Beware of Requests for Personal Information

Bad GuyWe recently received a fax purporting to come from the Internal Revenue Service (the USA's tax department) requesting that we complete "Form W-8BEN" and fax it back, in order to protect our exempt tax status.

We used to have many clients with investments in the US for whom we were the contact address for investment matters and we certainly don't want any of them to lose a tax exempt status so initially we took this request very seriously.

It was only when we looked closely that we started to think, "this looks odd". There were no contact details on the front page, it wasn't personally addressed and so we had no way of knowing who they were requesting information for and it had arrived by fax and the return fax number was an Australian number.

Further investigation revealed that it was a "Phishing Scam", they were trying to get personal information preumably to be used for nefarious purposes. A lot of personal information was requested, not only name and address, but also date of birth, bank account details and a copy of passport. Armed with this and the rest of the information requested it would be very easy for a "bad guy" to pretend to be the person concerned.

What's phishing?

Phishing - also called 'carding' or 'brand spoofing' - is fishing by some method (like down the phone line or by email) trying to get your bank account numbers, passwords and credit card numbers.

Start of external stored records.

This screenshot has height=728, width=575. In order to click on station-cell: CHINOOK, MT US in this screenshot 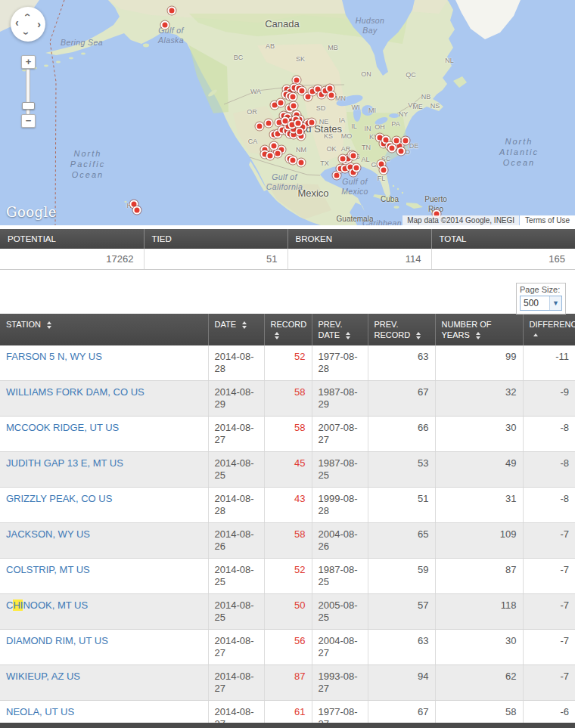, I will do `click(104, 612)`.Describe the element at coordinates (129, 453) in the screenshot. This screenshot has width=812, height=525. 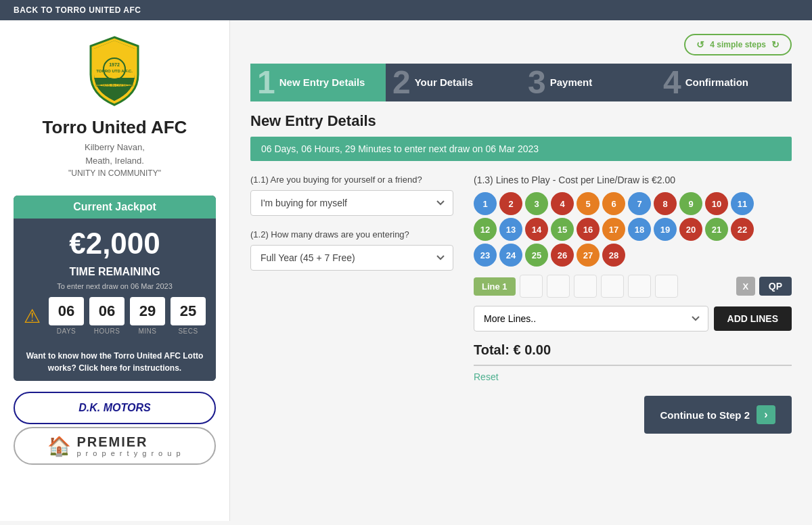
I see `premier-sub-label: p r o p e r t y g r o u p` at that location.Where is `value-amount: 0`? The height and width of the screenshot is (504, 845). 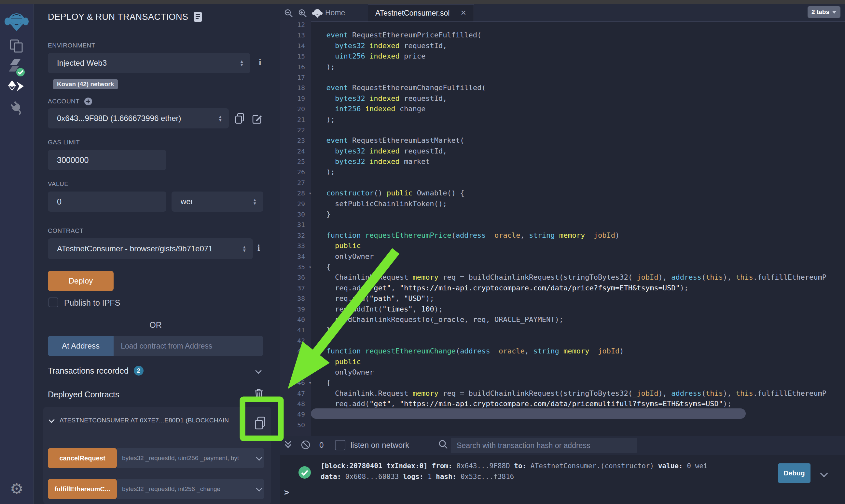
value-amount: 0 is located at coordinates (59, 202).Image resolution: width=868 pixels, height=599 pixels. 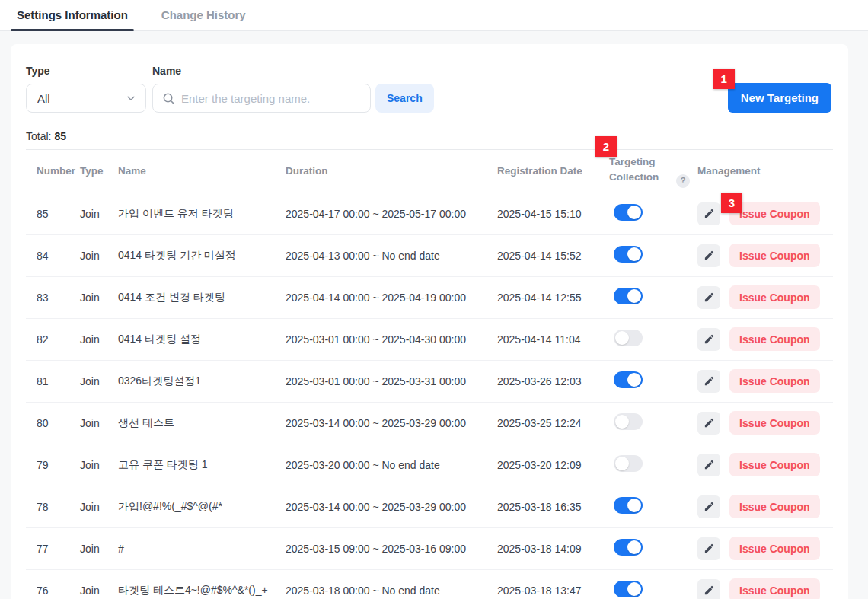 What do you see at coordinates (391, 339) in the screenshot?
I see `cell-duration: 2025-03-01 00:00 ~ 2025-04-30 00:00` at bounding box center [391, 339].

If anyone is requesting your personal information make sure you check that the request is bona fide and that they are who they say they are. If you're not sure check online, try typing details of the request into Google search http://www.google.com, usually it comes up with innumerable sites informing you about the scam. If you don't find anything there and still aren't sure, ring the organisations head office. Don't just ring the number in the email or fax or letter, if it is a scam of course they'll put a bogus number and tell you that all is well if you ring it.